The prospect of banks re-entering this market also illustrates the public value of the modest regulatory curbs the agency has designed.

Banks’ previous small-dollar credit offerings, in the form of deposit advance loans, ended up being nearly as harmful for consumers as payday loans from a storefront shop. When banks abandoned deposit-advance products amid scrutiny from the Federal Deposit Insurance Corporation and other regulators, many more low-income customers were pushed into the arms of storefront lenders.

Those lenders knowingly rely on the minority of borrowers who fall into a “debt trap” reborrowing cycle to capture the vast majority of their profits — which measure in the billions of dollars annually today. And payday lenders who operate online rather than from storefronts can be even more abusive, often flouting state law in the relatively few jurisdictions that have tried to make payday lending less harmful.

House GOP Wants To Stop The Pentagon From Protecting Military Families From Financial PredatorsEconomy by CREDIT: AP PHOTO/PATRICK SEMANSKY Military families will be exposed to predatory car loans and payday…thinkprogress.orgIf the CFPB rules only succeeded in chasing the most unscrupulous actors out of the industry, that would probably still be a good outcome. But it would also mean these products are somewhat harder to get than they are today. At the margin, some families who need such a loan to cover their bills for the month could conceivably be harmed.

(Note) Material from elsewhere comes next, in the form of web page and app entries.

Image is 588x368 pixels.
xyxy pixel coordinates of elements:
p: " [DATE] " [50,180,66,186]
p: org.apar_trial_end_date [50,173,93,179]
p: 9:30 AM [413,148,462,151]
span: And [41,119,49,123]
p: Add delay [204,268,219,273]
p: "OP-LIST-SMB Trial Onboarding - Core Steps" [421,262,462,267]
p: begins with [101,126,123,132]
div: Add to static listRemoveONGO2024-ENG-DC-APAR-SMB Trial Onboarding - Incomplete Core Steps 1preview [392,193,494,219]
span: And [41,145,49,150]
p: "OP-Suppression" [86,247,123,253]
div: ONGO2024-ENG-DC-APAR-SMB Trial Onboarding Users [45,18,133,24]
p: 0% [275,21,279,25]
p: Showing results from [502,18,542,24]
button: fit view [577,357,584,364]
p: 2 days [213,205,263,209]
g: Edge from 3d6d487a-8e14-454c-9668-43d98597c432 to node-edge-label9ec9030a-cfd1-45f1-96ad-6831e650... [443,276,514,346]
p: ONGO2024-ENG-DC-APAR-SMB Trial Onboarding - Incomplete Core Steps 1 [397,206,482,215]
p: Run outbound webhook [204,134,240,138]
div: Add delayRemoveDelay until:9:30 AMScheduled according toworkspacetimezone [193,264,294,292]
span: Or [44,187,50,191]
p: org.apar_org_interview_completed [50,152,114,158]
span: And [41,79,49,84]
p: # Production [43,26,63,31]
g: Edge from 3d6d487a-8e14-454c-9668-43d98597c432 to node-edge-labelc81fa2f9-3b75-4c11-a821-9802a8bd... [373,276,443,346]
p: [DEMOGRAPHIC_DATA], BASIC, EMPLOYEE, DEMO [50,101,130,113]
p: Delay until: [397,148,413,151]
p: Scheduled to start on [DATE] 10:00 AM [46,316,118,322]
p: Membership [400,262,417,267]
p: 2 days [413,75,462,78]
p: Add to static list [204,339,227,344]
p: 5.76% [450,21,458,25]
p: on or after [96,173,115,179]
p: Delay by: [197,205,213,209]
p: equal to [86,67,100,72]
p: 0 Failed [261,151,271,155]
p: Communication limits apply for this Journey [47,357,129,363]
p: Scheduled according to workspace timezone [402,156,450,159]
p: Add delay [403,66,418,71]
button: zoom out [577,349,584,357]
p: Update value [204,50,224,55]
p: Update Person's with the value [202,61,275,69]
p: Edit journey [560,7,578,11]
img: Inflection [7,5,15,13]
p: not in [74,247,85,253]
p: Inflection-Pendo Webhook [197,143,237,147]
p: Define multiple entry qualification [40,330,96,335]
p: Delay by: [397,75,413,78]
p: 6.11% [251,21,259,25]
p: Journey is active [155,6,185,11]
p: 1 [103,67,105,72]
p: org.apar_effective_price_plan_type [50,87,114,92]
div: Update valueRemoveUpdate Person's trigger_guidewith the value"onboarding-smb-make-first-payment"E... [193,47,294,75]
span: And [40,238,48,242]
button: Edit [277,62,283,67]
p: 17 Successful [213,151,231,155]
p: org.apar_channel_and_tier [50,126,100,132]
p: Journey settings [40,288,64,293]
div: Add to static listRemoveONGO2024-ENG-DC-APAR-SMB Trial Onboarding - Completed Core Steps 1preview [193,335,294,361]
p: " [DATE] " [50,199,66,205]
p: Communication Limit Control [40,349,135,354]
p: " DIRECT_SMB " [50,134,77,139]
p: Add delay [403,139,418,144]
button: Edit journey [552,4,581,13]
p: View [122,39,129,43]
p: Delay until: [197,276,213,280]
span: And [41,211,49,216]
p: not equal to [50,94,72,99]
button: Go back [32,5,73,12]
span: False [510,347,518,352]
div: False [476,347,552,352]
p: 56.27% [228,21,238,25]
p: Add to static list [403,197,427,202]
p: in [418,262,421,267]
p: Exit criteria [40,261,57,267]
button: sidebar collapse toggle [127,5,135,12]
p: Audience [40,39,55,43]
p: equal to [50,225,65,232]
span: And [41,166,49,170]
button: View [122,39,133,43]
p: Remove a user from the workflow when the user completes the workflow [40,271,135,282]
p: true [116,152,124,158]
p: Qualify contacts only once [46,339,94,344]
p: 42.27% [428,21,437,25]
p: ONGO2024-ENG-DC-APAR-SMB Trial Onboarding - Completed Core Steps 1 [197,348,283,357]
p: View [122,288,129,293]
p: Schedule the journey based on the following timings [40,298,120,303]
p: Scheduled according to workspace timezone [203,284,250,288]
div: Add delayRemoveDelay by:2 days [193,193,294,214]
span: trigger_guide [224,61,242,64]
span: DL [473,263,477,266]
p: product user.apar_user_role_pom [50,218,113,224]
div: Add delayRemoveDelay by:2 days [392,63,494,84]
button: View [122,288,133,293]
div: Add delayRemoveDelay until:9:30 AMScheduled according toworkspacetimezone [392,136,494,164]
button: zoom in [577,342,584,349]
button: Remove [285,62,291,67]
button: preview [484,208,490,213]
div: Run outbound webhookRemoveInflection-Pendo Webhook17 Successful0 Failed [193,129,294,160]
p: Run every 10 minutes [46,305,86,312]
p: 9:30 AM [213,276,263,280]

It’s tough to predict exactly how the financial industry will respond to the new rules. But for every lender that decides to quit the game because modest profits aren’t good enough, there will be others who see a chance to expand their market share on the still-profitable form of the loans that the agency’s anti-gouging rules promote.

It is good news that some of the same banks who fled this market a few years back are now feeling drawn back into it, not because they see a high-profit loophole in the rules but because the rules create an opportunity for steady, modest returns.

Business gravitating to the 5 percent payment cap in this way “could save millions of borrowers billions of dollars” each year, Pew Charitable Trusts small-dollar credit expert Nick Bourke told the Banker.